Which might seem like an ad hominem, but I don't really care.

What is as certain as anything can be in science is the connection between blistering sunburns, especially in children, and later incidence of melanoma, the most deadly kind of skin cancer.  (Here's one source that lays it out pretty explicitly.)  Instead, Natural News is promoting a combination of misinformation, outright error, and paranoia so extreme that as I read the article I kept wondering if I was reading something from The Onion.  "The reality is that the vast majority of people, including doctors, have been duped into believing the myth that the sun is toxic, carcinogenic and a deadly health hazard," Fassa writes.  "That's why most people slavishly and lavishly slather toxic sunscreens on their skin whenever they anticipate direct contact with the sun's rays.  But in fact, most conventional sunscreens are cancer-causing biohazards.  Meanwhile, the multi-billion-dollar cancer industry and the billion-dollar toxic sunscreen industry are making hay with this hoax."

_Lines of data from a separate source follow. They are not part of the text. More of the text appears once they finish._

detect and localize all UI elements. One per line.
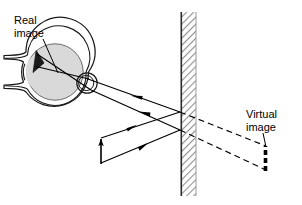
eye-vitreous-body [27,44,83,100]
ray-lower-reflected-arrowhead [138,111,150,116]
plane-mirror [181,12,196,196]
ray-upper-reflected [88,79,180,112]
ray-lower-incident-arrowhead [138,143,149,151]
ray-upper-incident-arrowhead [127,125,137,132]
optics-ray-diagram: Real image Virtual image [0,0,302,205]
reflected-rays [88,79,180,130]
mirror-body [181,12,196,196]
ray-upper-reflected-arrowhead [131,96,143,100]
incident-rays [101,112,180,163]
diagram-canvas [0,0,302,205]
virtual-image-label: Virtual image [246,108,277,133]
real-image-label: Real image [14,14,44,39]
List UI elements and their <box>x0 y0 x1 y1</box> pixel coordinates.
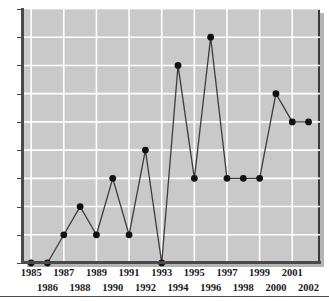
y-tick-mark <box>17 207 22 208</box>
x-tick-label: 1993 <box>145 268 179 279</box>
x-tick-label: 1992 <box>128 283 162 294</box>
x-tick-label: 1986 <box>30 283 64 294</box>
x-tick-label: 2000 <box>259 283 293 294</box>
y-tick-mark <box>17 37 22 38</box>
y-tick-mark <box>17 65 22 66</box>
x-tick-label: 1996 <box>194 283 228 294</box>
x-tick-label: 1985 <box>14 268 48 279</box>
x-tick-label: 2002 <box>292 283 326 294</box>
y-tick-mark <box>17 122 22 123</box>
y-tick-mark <box>17 263 22 264</box>
x-tick-label: 1998 <box>226 283 260 294</box>
x-tick-label: 1988 <box>63 283 97 294</box>
y-axis: 0123456789 <box>0 0 329 301</box>
x-tick-label: 1987 <box>47 268 81 279</box>
x-tick-label: 1997 <box>210 268 244 279</box>
x-tick-label: 1994 <box>161 283 195 294</box>
y-tick-mark <box>17 9 22 10</box>
x-tick-label: 1991 <box>112 268 146 279</box>
y-tick-mark <box>17 94 22 95</box>
footer-rule <box>0 296 329 297</box>
y-tick-mark <box>17 235 22 236</box>
chart-figure: 0123456789 19851986198719881989199019911… <box>0 0 329 301</box>
x-tick-label: 1989 <box>79 268 113 279</box>
x-tick-label: 1999 <box>243 268 277 279</box>
x-tick-label: 1995 <box>177 268 211 279</box>
y-tick-mark <box>17 178 22 179</box>
x-tick-label: 2001 <box>275 268 309 279</box>
y-tick-mark <box>17 150 22 151</box>
x-tick-label: 1990 <box>96 283 130 294</box>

I think this was the point that my blood pressure rose to dangerous levels, because I am absolutely sick unto death of people yammering about the evils of Big Pharma and Big Medicine as if they were some kind of Illuminati-based death cult.  Could the medical system in the United States be reformed and improved?  Of course.  Is it an evil institution that is trying to make us all sick so as to keep itself in business?  Come on.  We are, right now, one of the healthiest societies the world have ever seen.  Our longevity and quality of life have risen steadily.  On a more personal level, I owe my life to "Big Pharma;" if my mother had not been given the RhoGAM injection when she was pregnant with me, I would almost certainly be dead of Rh-incompatibility syndrome...

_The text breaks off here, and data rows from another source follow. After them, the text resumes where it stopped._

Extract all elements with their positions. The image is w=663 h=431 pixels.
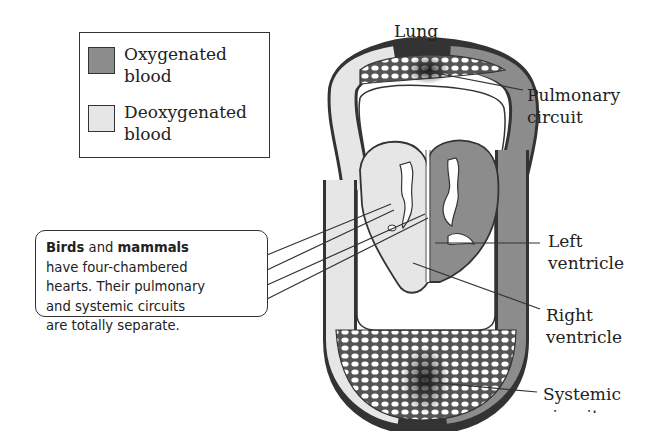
callout-bold-birds: Birds [46,240,84,255]
callout-line-3: hearts. Their pulmonary [46,277,257,297]
legend-label-line: Deoxygenated [124,101,247,123]
callout-bold-mammals: mammals [118,240,189,255]
label-line: Right [546,304,622,326]
legend-label-line: blood [124,65,227,87]
legend: Oxygenated blood Deoxygenated blood [79,32,270,158]
deoxygenated-swatch-icon [88,105,115,132]
oxygenated-swatch-icon [88,47,115,74]
legend-label-deoxygenated: Deoxygenated blood [124,101,247,145]
legend-label-line: blood [124,123,247,145]
label-line: ventricle [546,326,622,348]
systemic-circuit-label: Systemic circuit [543,383,621,431]
callout-line-5: are totally separate. [46,316,257,336]
left-ventricle-label: Left ventricle [548,230,624,274]
legend-label-line: Oxygenated [124,43,227,65]
pulmonary-circuit-label: Pulmonary circuit [527,84,620,128]
legend-item-oxygenated: Oxygenated blood [88,43,227,87]
callout-line-2: have four-chambered [46,258,257,278]
callout-box: Birds and mammals have four-chambered he… [35,230,268,317]
legend-item-deoxygenated: Deoxygenated blood [88,101,247,145]
callout-line-1: Birds and mammals [46,238,257,258]
label-line: Left [548,230,624,252]
callout-line-4: and systemic circuits [46,297,257,317]
legend-label-oxygenated: Oxygenated blood [124,43,227,87]
label-line: Pulmonary [527,84,620,106]
label-line: ventricle [548,252,624,274]
lung-label: Lung [394,20,438,42]
right-ventricle-label: Right ventricle [546,304,622,348]
label-line: Systemic [543,383,621,405]
callout-text: and [84,240,117,255]
label-line: circuit [543,405,621,413]
label-line: circuit [527,106,620,128]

... like my older sister, who was born before "Big Pharma" developed the injection, and who only lived ten days.

On some level, of course, this all falls under caveat emptor.  If you are sufficiently ignorant, gullible, or paranoid that you buy what sites like Natural News are selling, then sucks to be you.  The government, I suppose, is not in the business of protecting people from their own stupidity.  But at the same time, that isn't honestly a very ethical position, and there's part of me -- free speech be damned -- that would love it if there was a way for some kind of media watchdog to step in, and shut down what has become a conduit not only for bullshit, but for dangerous (possibly deadly) misinformation.